Recorded by Home Assistant + Prometheus. Every data point is real.
The problem: EcoFlow markets the Stream system as "expandable to 6 batteries" with "surplus solar energy automatically transferring between batteries." In reality, a 1200W inverter bottleneck means expansion batteries cannot charge from solar while your home uses power. We paid €849 for an expansion battery that charged from 10% to 19% on a full sun day — while the main battery hit 100% and solar panels were forced to shut down.
EcoFlow's own R&D team confirmed this is a design limitation, not a bug.

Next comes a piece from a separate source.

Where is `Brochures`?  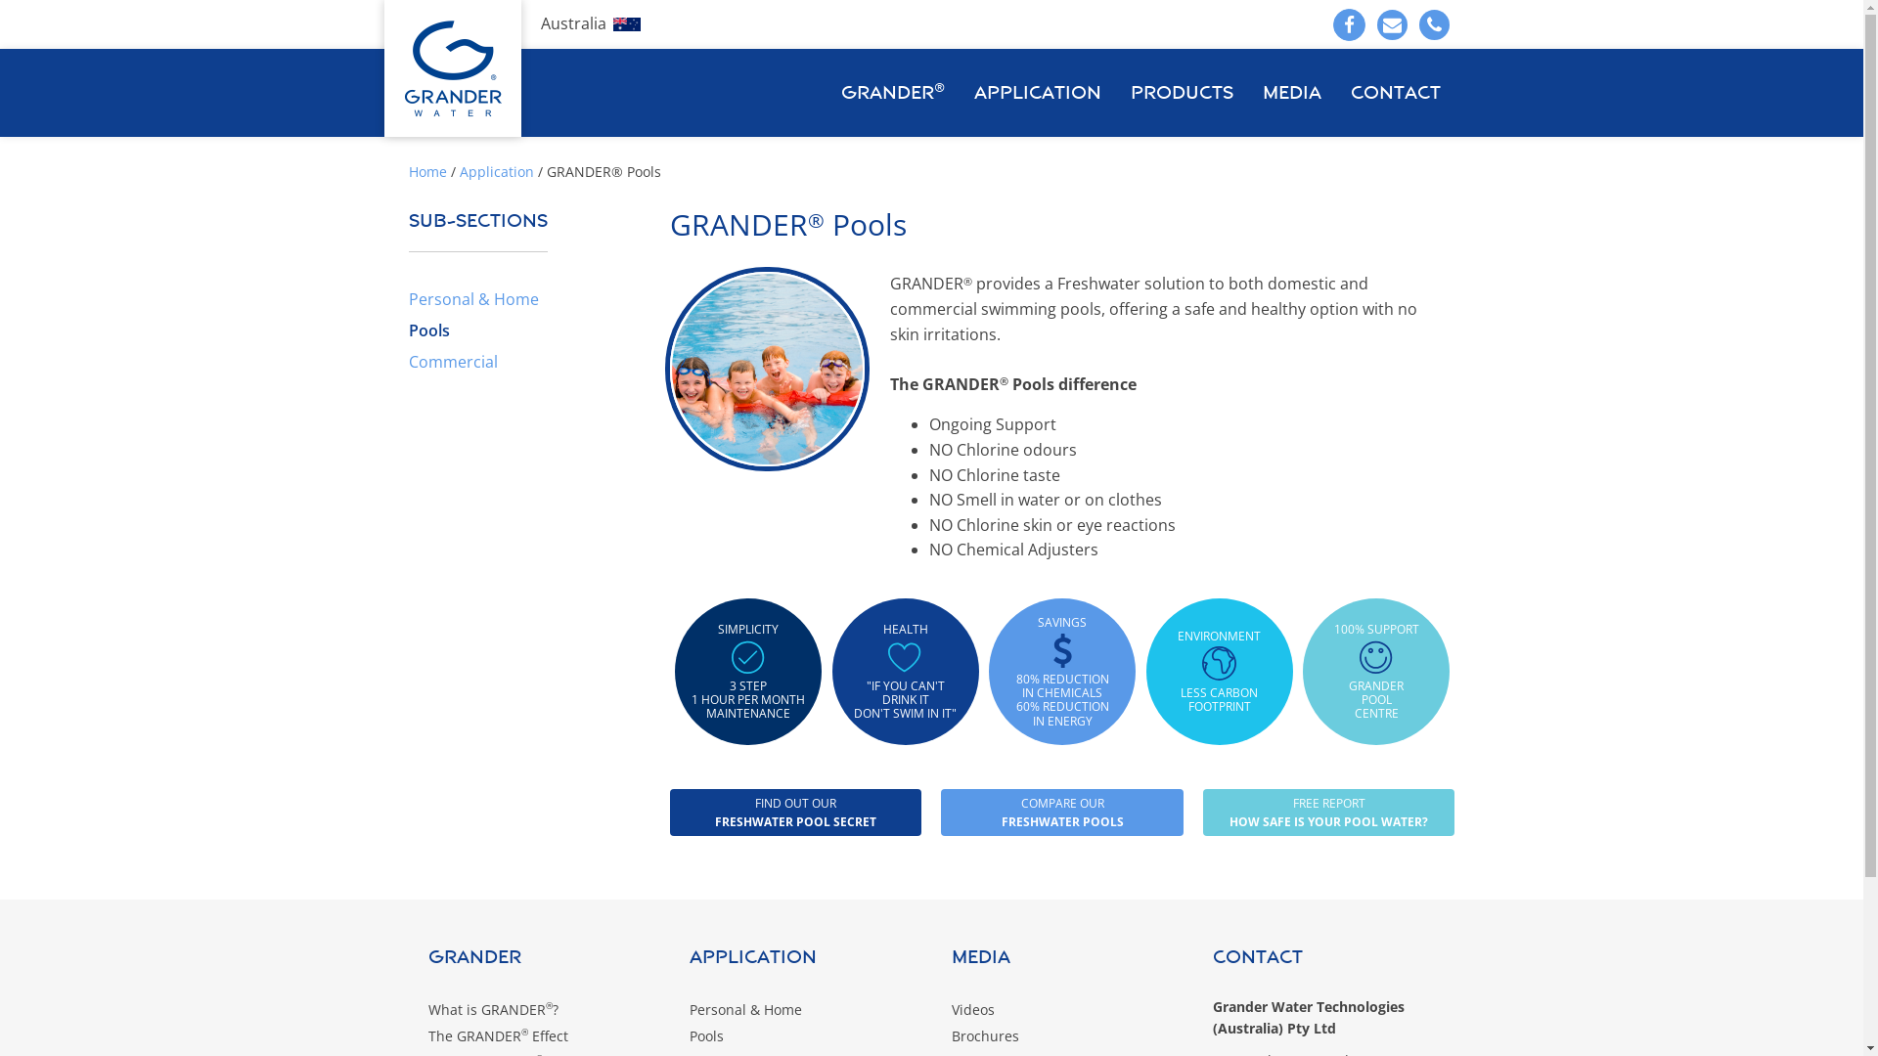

Both batteries in the same house, connected to the same solar system. The main battery charges to 99.8%. The expansion battery you paid €849 for? Stuck at 19%. Same sun. Same system.
The gap between yellow (solar) and orange (inverter) is energy your panels produce but the system throws away. The inverter can only push 1200W — everything above is trapped and can't reach the expansion battery.
Green = charge to the main battery. Red = charge to the expansion battery (barely visible). Purple = the inverter busy powering your home. The 1200W inverter spends all its capacity on home load — nothing left for the expansion battery.
Four solar panels producing up to 500W each. When the main battery fills up and the inverter is maxed, the system shuts down the panels. The expansion battery is at 18%, empty and ready — but the bottleneck won't let a single watt through. This is "expandable to 6 batteries" in practice.
What does this mean for 6 batteries? With 6 units, 5 out of 6 batteries get 0W from solar under any normal household load. The "expandable to 23 kWh" marketing claim is functionally meaningless. You're paying for storage capacity the system architecture prevents you from using.